Topics: death penalty, jury instruction errors, state court appeals, capital punishment review

Summary

Background

A man convicted of murdering an infant had his jury find two special circumstances: the killing happened during a kidnap and that it involved torture. The California Supreme Court later struck the torture finding because the jury was not told the prosecution had to prove intent to torture. Even though that court said the instruction error was not harmless, it nonetheless upheld the defendant’s death sentence and explained in a short added paragraph that the error did not change the evidence the jury considered.

Reasoning

The central question was whether the California court’s short review met this Court’s earlier instruction in Clemons v. Mississippi about how state courts must handle such errors.
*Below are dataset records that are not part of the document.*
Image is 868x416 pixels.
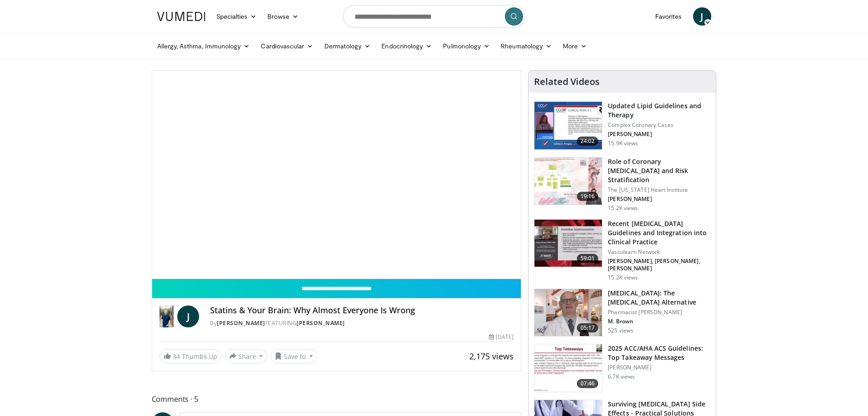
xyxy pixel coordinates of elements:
a: Cardiovascular [255,37,319,56]
h3: 2025 ACC/AHA ACS Guidelines: Top Takeaway Messages [608,344,711,361]
p: [PERSON_NAME], [PERSON_NAME], [PERSON_NAME] [608,257,711,272]
p: 6.7K views [608,373,635,380]
a: 19:16 Role of Coronary [MEDICAL_DATA] and Risk Stratification The [US_STATE] Heart Institute [PER... [534,157,711,212]
a: 07:46 2025 ACC/AHA ACS Guidelines: Top Takeaway Messages [PERSON_NAME] 6.7K views [534,344,711,392]
h3: Updated Lipid Guidelines and Therapy [608,102,711,120]
img: 1efa8c99-7b8a-4ab5-a569-1c219ae7bd2c.150x105_q85_crop-smart_upscale.jpg [535,157,602,205]
div: [DATE] [489,332,513,341]
a: Dermatology [319,37,376,56]
span: 07:46 [577,378,599,388]
button: Save to [271,348,317,363]
a: J [693,8,712,25]
img: VuMedi Logo [157,12,206,21]
p: M. Brown [608,317,711,325]
p: 525 views [608,327,634,334]
h3: [MEDICAL_DATA]: The [MEDICAL_DATA] Alternative [608,288,711,307]
img: 87825f19-cf4c-4b91-bba1-ce218758c6bb.150x105_q85_crop-smart_upscale.jpg [535,219,602,267]
img: 77f671eb-9394-4acc-bc78-a9f077f94e00.150x105_q85_crop-smart_upscale.jpg [535,102,602,150]
a: Allergy, Asthma, Immunology [151,37,256,56]
p: 15.9K views [608,139,639,147]
h4: Statins & Your Brain: Why Almost Everyone Is Wrong [210,305,513,315]
img: Dr. Jordan Rennicke [160,305,174,328]
img: 369ac253-1227-4c00-b4e1-6e957fd240a8.150x105_q85_crop-smart_upscale.jpg [535,344,602,392]
a: 34 Thumbs Up [160,349,222,363]
span: 19:16 [577,192,599,200]
a: Pulmonology [437,37,496,56]
a: More [558,37,592,56]
p: Complex Coronary Cases [608,121,711,129]
span: 2,175 views [469,350,513,361]
span: 34 [173,352,180,360]
a: Browse [262,8,304,25]
p: [PERSON_NAME] [608,363,711,371]
a: 05:17 [MEDICAL_DATA]: The [MEDICAL_DATA] Alternative Pharmacist [PERSON_NAME] M. Brown 525 views [534,288,711,337]
h4: Related Videos [534,76,600,88]
input: Search topics, interventions [343,6,526,27]
p: 15.2K views [608,274,639,281]
span: 59:01 [577,254,599,263]
p: [PERSON_NAME] [608,195,711,202]
h3: Recent [MEDICAL_DATA] Guidelines and Integration into Clinical Practice [608,219,711,247]
a: [PERSON_NAME] [217,319,265,327]
div: By FEATURING [210,319,513,328]
h3: Role of Coronary [MEDICAL_DATA] and Risk Stratification [608,157,711,184]
a: Specialties [211,8,262,25]
p: The [US_STATE] Heart Institute [608,186,711,194]
a: Endocrinology [376,37,437,56]
a: Favorites [650,8,687,25]
p: 15.2K views [608,204,639,212]
img: ce9609b9-a9bf-4b08-84dd-8eeb8ab29fc6.150x105_q85_crop-smart_upscale.jpg [535,289,602,336]
a: J [178,305,199,328]
p: Vasculearn Network [608,248,711,255]
span: 24:02 [577,136,599,146]
a: 59:01 Recent [MEDICAL_DATA] Guidelines and Integration into Clinical Practice Vasculearn Network ... [534,219,711,281]
span: 05:17 [577,323,599,332]
p: Pharmacist [PERSON_NAME] [608,309,711,315]
p: [PERSON_NAME] [608,131,711,137]
button: Share [225,348,268,363]
a: 24:02 Updated Lipid Guidelines and Therapy Complex Coronary Cases [PERSON_NAME] 15.9K views [534,102,711,150]
video-js: Video Player [152,71,522,279]
span: Comments 5 [151,392,522,405]
a: [PERSON_NAME] [297,319,345,327]
a: Rheumatology [496,37,558,56]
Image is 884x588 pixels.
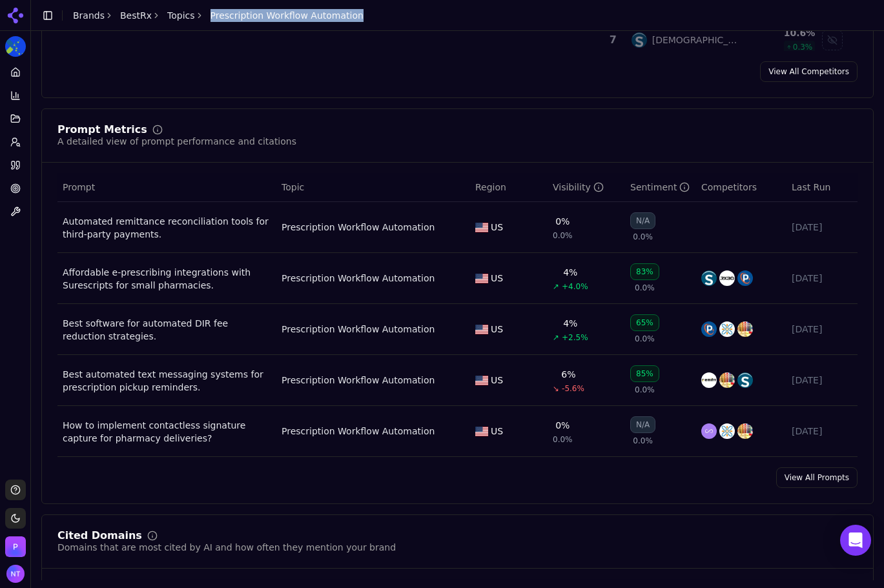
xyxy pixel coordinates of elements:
[787,173,858,202] th: Last Run
[282,323,435,336] a: Prescription Workflow Automation
[58,124,148,135] div: Prompt Metrics
[63,368,271,394] a: Best automated text messaging systems for prescription pickup reminders.
[63,266,271,292] a: Affordable e-prescribing integrations with Surescripts for small pharmacies.
[630,263,660,280] div: 83%
[625,173,696,202] th: sentiment
[167,9,195,22] a: Topics
[701,372,717,388] img: emitrr
[792,425,852,438] div: [DATE]
[63,215,271,241] a: Automated remittance reconciliation tools for third-party payments.
[6,565,25,583] button: Open user button
[633,232,653,242] span: 0.0%
[547,173,625,202] th: brandMentionRate
[633,436,653,446] span: 0.0%
[564,317,578,330] div: 4%
[608,32,619,48] div: 7
[603,21,847,60] tr: 7surescripts[DEMOGRAPHIC_DATA]10.6%0.3%Show surescripts data
[792,181,831,194] span: Last Run
[5,36,26,57] button: Current brand: BestRx
[6,565,25,583] img: Nate Tower
[491,272,503,285] span: US
[652,34,743,46] div: [DEMOGRAPHIC_DATA]
[635,334,655,344] span: 0.0%
[556,419,570,432] div: 0%
[476,274,488,284] img: US flag
[5,72,79,84] a: Enable Validation
[792,272,852,285] div: [DATE]
[470,173,547,202] th: Region
[73,11,105,20] a: Brands
[476,325,488,334] img: US flag
[282,221,435,234] a: Prescription Workflow Automation
[720,270,735,286] img: rx30
[63,317,271,343] a: Best software for automated DIR fee reduction strategies.
[822,30,843,51] button: Show surescripts data
[632,32,647,48] img: surescripts
[720,424,735,439] img: primerx
[491,221,503,234] span: US
[792,374,852,387] div: [DATE]
[630,315,660,332] div: 65%
[562,282,588,292] span: +4.0%
[630,181,690,194] div: Sentiment
[701,322,717,337] img: pioneerrx
[792,221,852,234] div: [DATE]
[58,541,396,554] div: Domains that are most cited by AI and how often they mention your brand
[58,135,297,148] div: A detailed view of prompt performance and citations
[476,427,488,436] img: US flag
[476,223,488,233] img: US flag
[73,9,364,22] nav: breadcrumb
[282,181,304,194] span: Topic
[564,266,578,279] div: 4%
[5,72,79,84] abbr: Enabling validation will send analytics events to the Bazaarvoice validation service. If an event...
[553,332,559,343] span: ↗
[561,368,576,381] div: 6%
[5,537,26,557] img: Perrill
[553,282,559,292] span: ↗
[701,181,757,194] span: Competitors
[720,372,735,388] img: datascan
[701,424,717,439] img: onfleet
[630,417,656,433] div: N/A
[5,5,188,17] p: Analytics Inspector 1.7.0
[840,525,871,556] div: Open Intercom Messenger
[738,322,753,337] img: datascan
[282,374,435,387] a: Prescription Workflow Automation
[282,272,435,285] a: Prescription Workflow Automation
[696,173,787,202] th: Competitors
[63,181,95,194] span: Prompt
[120,9,152,22] a: BestRx
[738,372,753,388] img: surescripts
[5,31,188,52] h5: Bazaarvoice Analytics content is not detected on this page.
[282,425,435,438] a: Prescription Workflow Automation
[553,435,573,445] span: 0.0%
[63,419,271,445] a: How to implement contactless signature capture for pharmacy deliveries?
[211,9,364,22] span: Prescription Workflow Automation
[635,385,655,396] span: 0.0%
[5,36,26,57] img: BestRx
[776,468,858,488] a: View All Prompts
[553,181,604,194] div: Visibility
[5,537,26,557] button: Open organization switcher
[738,424,753,439] img: datascan
[630,212,656,229] div: N/A
[738,270,753,286] img: pioneerrx
[792,323,852,336] div: [DATE]
[701,270,717,286] img: surescripts
[630,365,660,382] div: 85%
[720,322,735,337] img: primerx
[793,42,813,52] span: 0.3 %
[491,374,503,387] span: US
[491,323,503,336] span: US
[553,384,559,394] span: ↘
[556,215,570,228] div: 0%
[58,531,142,541] div: Cited Domains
In Clemons, a state court could either reweigh the aggravating and mitigating evidence itself or show beyond a reasonable doubt that the jury would have imposed death without the error. Justice O’Connor (joined by Justice Kennedy) argued the California court did neither and instead treated the error as harmless simply because it did not change the mix of evidence before the jury.

Real world impact

The Supreme Court denied review, so the California decision upholding the death sentence stands for now. That leaves the defendant’s sentence intact and leaves open how lower courts may treat similar jury instruction errors. The dissent warned that the California approach could improperly excuse many jury-instruction mistakes in other death-penalty cases.

Dissents or concurrances

Justice O’Connor dissented and would have granted review, vacated the death sentence, and sent the case back for a proper reweighing or harmlessness finding under Clemons.